Strong technical leadership with advisory support. Maybe you have a solid IT Manager or Director who handles day-to-day operations. Add strategic advisory support for the big decisions and long-term planning, and you might have exactly what you need. 

Part-time CIO growing into full-time. Start with fractional or advisory, and as the work grows and the organization matures, transition to a full-time role. This de-risks the hire and gives you time to figure out exactly what you need. 

The key is matching the solution to your actual situation, not just copying what other companies your size are doing. 

Signs You Might Actually Need a Full-Time CIO

There are definitely situations where a full-time CIO makes a lot of sense. Here are some of the indicators I pay attention to: 

You’re making frequent, significant technology investments. If you’re constantly evaluating new systems, managing multiple major projects simultaneously, or your business model is heavily dependent on technology infrastructure, that’s real work that needs dedicated strategic attention. 

Your technology environment is complex enough to require full-time leadership. Multiple locations, diverse systems, regulatory requirements, technical staff to manage. Complexity creates work. 

You’re in a period of major transformation. Maybe you’re growing rapidly, entering new markets, fundamentally changing your business model. These transitions require consistent, focused technology leadership. 

You have the organizational maturity to leverage a CIO effectively. Your leadership team values strategic thinking about technology. You have clear processes. You’re ready to invest in making your CIO successful. 

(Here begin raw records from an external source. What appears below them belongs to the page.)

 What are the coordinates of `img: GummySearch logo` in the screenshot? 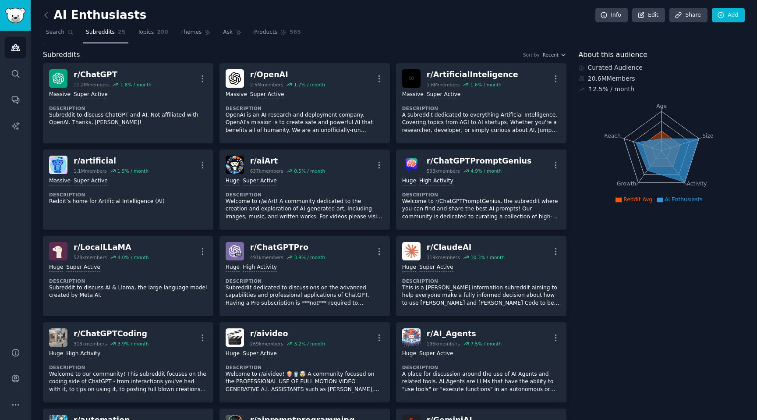 It's located at (15, 15).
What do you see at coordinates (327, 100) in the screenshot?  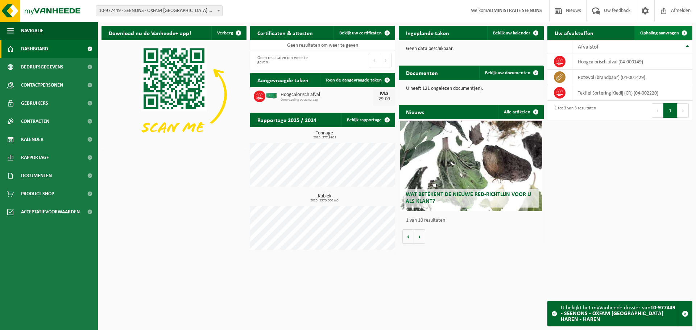 I see `span: Omwisseling op aanvraag` at bounding box center [327, 100].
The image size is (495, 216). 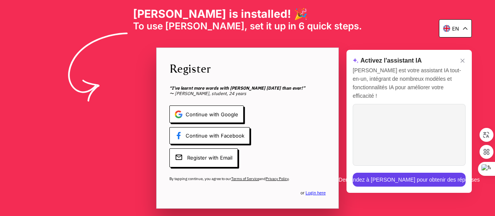 I want to click on span: Continue with Google, so click(x=206, y=114).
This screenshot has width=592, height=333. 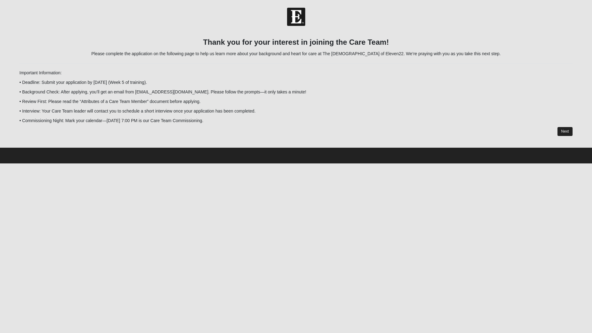 What do you see at coordinates (565, 131) in the screenshot?
I see `a: Next` at bounding box center [565, 131].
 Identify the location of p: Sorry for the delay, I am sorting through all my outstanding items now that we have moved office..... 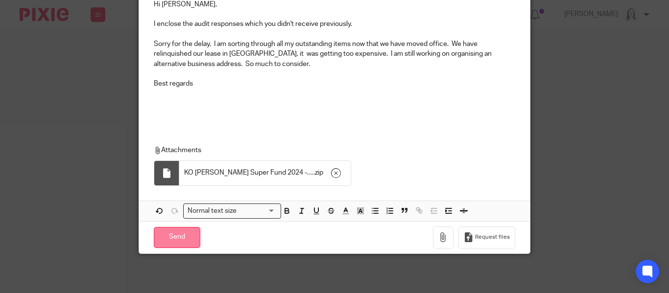
(334, 54).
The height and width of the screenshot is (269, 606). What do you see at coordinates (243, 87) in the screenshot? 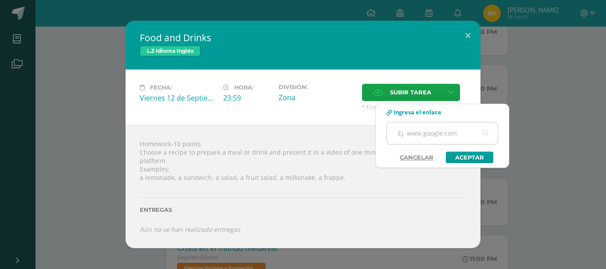
I see `span: Hora:` at bounding box center [243, 87].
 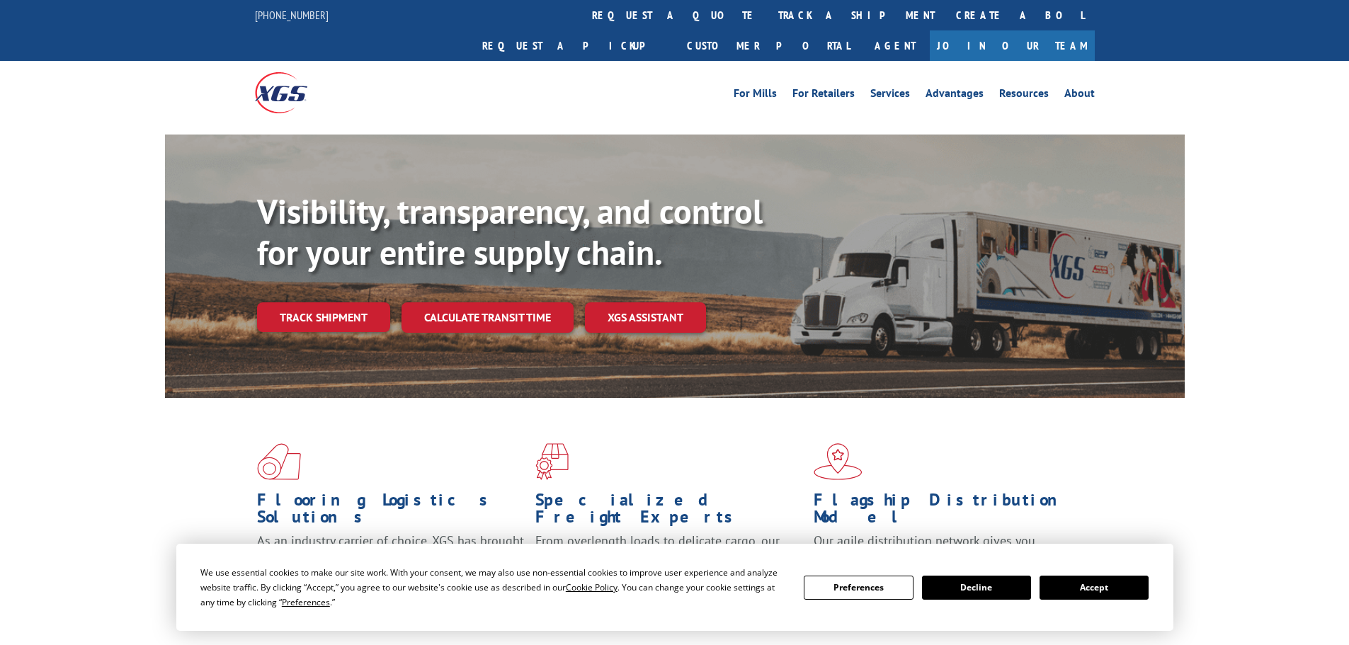 I want to click on h1: Flagship Distribution Model, so click(x=947, y=512).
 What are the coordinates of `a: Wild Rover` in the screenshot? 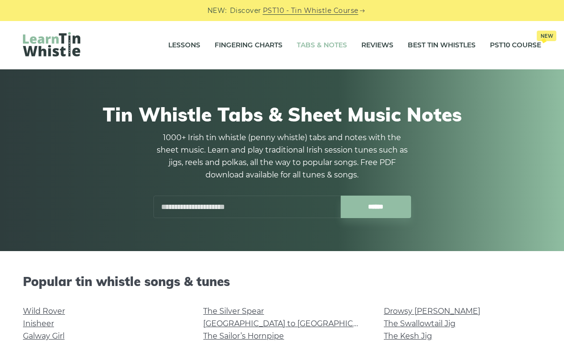 It's located at (44, 311).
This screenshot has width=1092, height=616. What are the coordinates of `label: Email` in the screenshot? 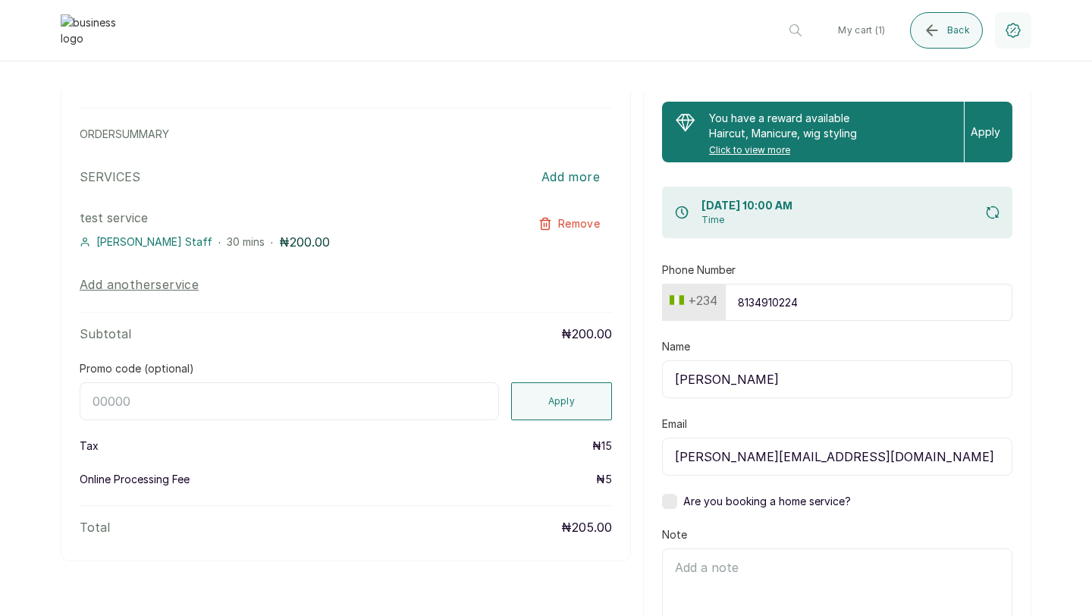 It's located at (674, 424).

If several of those resonate with your situation, a full-time CIO might be exactly what you need. These are substantive indicators because they point to actual work that requires consistent, dedicated attention. 

Something Worth Thinking About

Here’s a pattern I’ve seen play out a few times: A company brings in a CIO, pays them well, and then realizes six months in that there isn’t quite enough strategic work to fill the role. So the CIO starts getting pulled into day-to-day operations, troubleshooting user issues, managing routine MSP interactions, essentially becoming a highly-paid IT Manager. 

That’s often frustrating for everyone. The CIO feels underutilized. The company wonders if they’re getting the value they expected. And the real strategic work that could have been done gets lost in the noise of daily operations. 

Is there anything wrong with that? Not necessarily. Sometimes you discover what you need by trying it. But if you can think through the scope of work ahead of time, you might find a more flexible starting point that lets you grow into the right structure rather than committing fully upfront. 

A Different Way to Think About It 

Here’s another way to approach the decision. Instead of starting with “Should we hire a CIO?”, you might try exploring these questions first: 

  1. What specific business problems are we trying to solve with technology leadership? 
  1. How much time would solving those problems actually require? 
  1. Do we have the organizational maturity to leverage strategic technology leadership? 
  1. What’s the most flexible, cost-effective way to get the expertise we need right now? 
  1. How will we know if it’s working? 

Start with clarity about the work that needs doing. Then figure out the best way to get that work done. Maybe that’s a full-time CIO. Maybe it’s not. Either way, you’ll make a better decision by focusing on the work rather than the title. 

The right answer is different for every company, and it changes as your business evolves. The goal isn’t to match what other companies are doing. It’s to get the technology leadership your business actually needs, in whatever form makes the most sense for where you are right now. 

At Technology Advisory Professionals, we help mid-sized companies think through these kinds of decisions without any financial stake in what you ultimately choose. If you’re wrestling with questions about technology leadership or need a sounding board for major technology decisions, let’s talk.